The launch failure occurred less than three minutes after a launch from Rocket Lab’s Launch Complex 1 on New Zealand’s Mahia Peninsula, and just after the Electron’s two stages separated. Two Earth-observing satellites for the company BlackSky, their flight arranged by the firm Spaceflight, were lost.
“An issue was experienced during today’s launch, resulting in the loss of the mission. We are deeply sorry to our launch customers BlackSky and Spaceflight,” Rocket Lab wrote in a statement on Twitter after the failure. “The issue occurred shortly after stage two ignition.”
Related: Rocket Lab and its Electron booster (photos)

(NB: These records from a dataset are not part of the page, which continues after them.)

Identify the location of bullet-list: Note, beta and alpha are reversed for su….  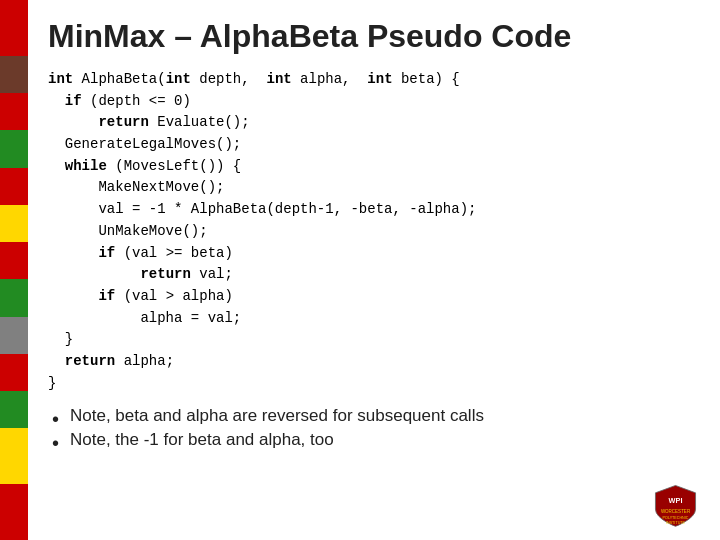
(374, 428).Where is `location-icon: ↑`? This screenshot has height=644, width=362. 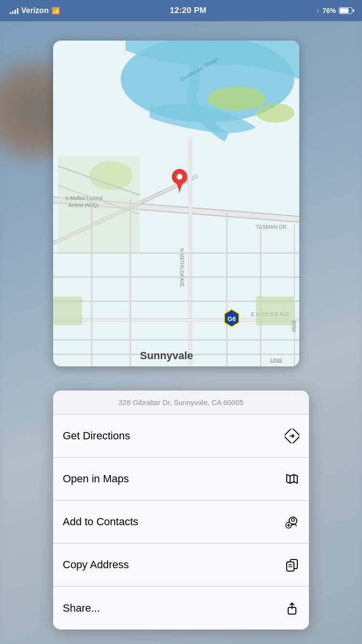 location-icon: ↑ is located at coordinates (318, 11). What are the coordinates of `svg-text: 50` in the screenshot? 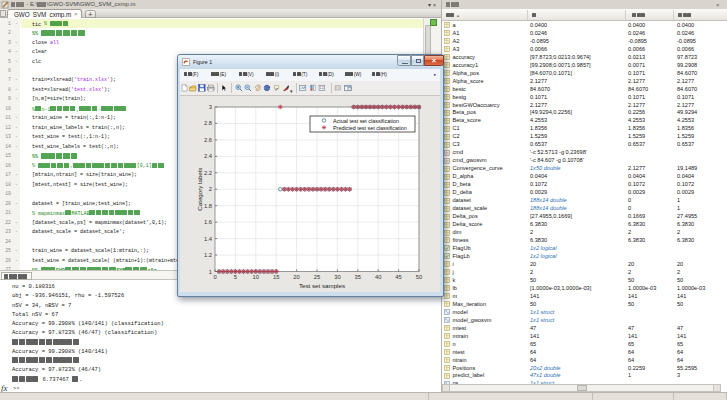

A camera mounted on the Electron’s upper stage showed stage separation 2 minutes and 35 seconds into the flight, followed by what appeared to be a brief ignition and a sharp sideways motion before shutting down. Rocket Lab confirmed a loss of telemetry from the rocket four minutes after liftoff.
Saturday’s launch failure follows a failed launch in July 2020, which the company traced to a single faulty electrical connection. Rocket Lab’s first Electron launch in 2017 failed to reach orbit due to a telemetry issue. Aside from those flights, Rocket Lab has seen 18 successful launches.
Rocket Lab launched the 58-foot-tall (18 meters) Electron booster at 7:11 a.m. EDT (1111 GMT) after just over an hour of delays due to high upper level winds. The mission was the company’s 20th flight and nicknamed “Running Out Of Toes” to mark the milestone.
The first stage of the Electron did manage to parachute back to Earth after separating from the upper stage and splash down softly in the Pacific Ocean as part of Rocket Lab’s reusability program, company representatives said in a statement today. A previous Electron made a similar splashdown in November 2020.
The company is testing technology to guide Electron boosters back to Earth in order to ultimately catch them in mid-air by snagging their parachutes with a helicopter. The goal: reuse the boosters and their engines to lower the cost of spaceflight.
This story was updated at 11:45 a.m. ET on May 15 with news of the first-stage booster splashdown.